WASHINGTON — A judge on Monday ordered Capitol rioter Matthew Mazzocco to spend 45 days in prison, rejecting not only the defense’s argument for probation but also the prosecution’s recommendation that he be sentenced to home confinement instead of time behind bars.

The sentencing before US District Judge Tanya Chutkan marked the first time that any judge presiding over the hundreds of Jan. 6 prosecutions in Washington, DC, handed down a sentence that was harsher than what the government asked for. Chutkan noted that Mazzocco had already been allowed to go home and be with his family in the months since his arrest in mid-January and said his punishment had to be more severe.

“There have to be consequences for participating in an attempted violent overthrow of the government, beyond sitting at home,” Chutkan said.

Mazzocco is the 12th person sentenced in connection with the Jan. 6 insurrection. He pleaded guilty to one count of parading, demonstrating, or picketing in the Capitol, a misdemeanor crime that carries a maximum sentence of six months in prison. The government had asked for a sentence of three months home confinement followed by a period of probation. Assistant US Attorney Kimberly Nielsen had argued that probation alone wasn’t enough, but also that Mazzocco should get credit for pleading guilty early — he was one of the first 10 people to come forward to accept responsibility and take a plea deal, she said.

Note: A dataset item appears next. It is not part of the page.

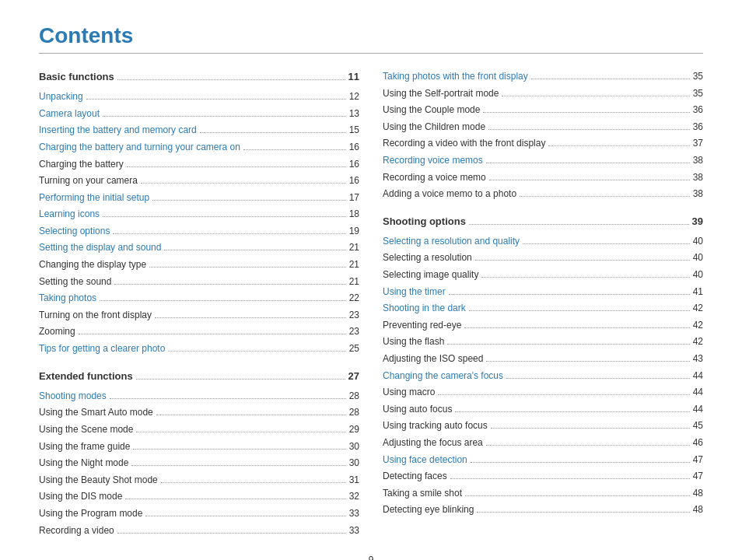 This screenshot has height=560, width=742. What do you see at coordinates (371, 557) in the screenshot?
I see `page-number: 9` at bounding box center [371, 557].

Thousand of people "parade" through the Capital every single day. His sentence was not for "parading".
 
How many more you want? Maybe you want to retract that comment about my teaching. Yes?

WASHINGTON, Oct 13 (Reuters) - A federal judge in Washington has repeatedly sentenced people who stormed the U.S. Capitol to more prison time than prosecutors sought, saying that even people who were not violent should face consequences for joining the unprecedented assault.

In the past week, U.S. District Judge Tanya Chutkan has imposed sentences ranging from 14 to 45 days on four people who pleaded guilty to unlawful parading and picketing inside the Capitol building on Jan. 6 — a misdemeanor offense.

"unlawful parading and picketing ".

12+16 = 8.
 
Tell me? You provided an incomplete answer in attempt to portray something that didn't happen.

Yes dear. They're going to call ANYTHING they sentence you with ILLEGAL. Yes, hello, all of it is ILLEGAL or they cannot sentence you with it. HELLO!?!?!

No one says, "He was sentenced for ILLEGAL prostitution" or "ILLEGAL drug running". Dearheart, the illegal is implied, see.

These people were thrown IN JAIL--over the recommendations of the prosecutor even--for "parading".

You were wrong. And you can apologize too for that swipe at my profession.
 
Yes dear. They're going to call ANYTHING they sentence you with ILLEGAL. Yes, hello, all of it is ILLEGAL or they cannot sentence you with it. HELLO!?!?!

No one says, "He was sentenced for ILLEGAL prostitution" or "ILLEGAL drug running". Dearheart, the illegal is implied, see.

These people were thrown IN JAIL--over the recommendations of the prosecutor even--for "parading".

You were wrong. And you can apologize too for that swipe at my profession.

Thousands of people "parade" through the Capital every day. That is not what they were arrested for.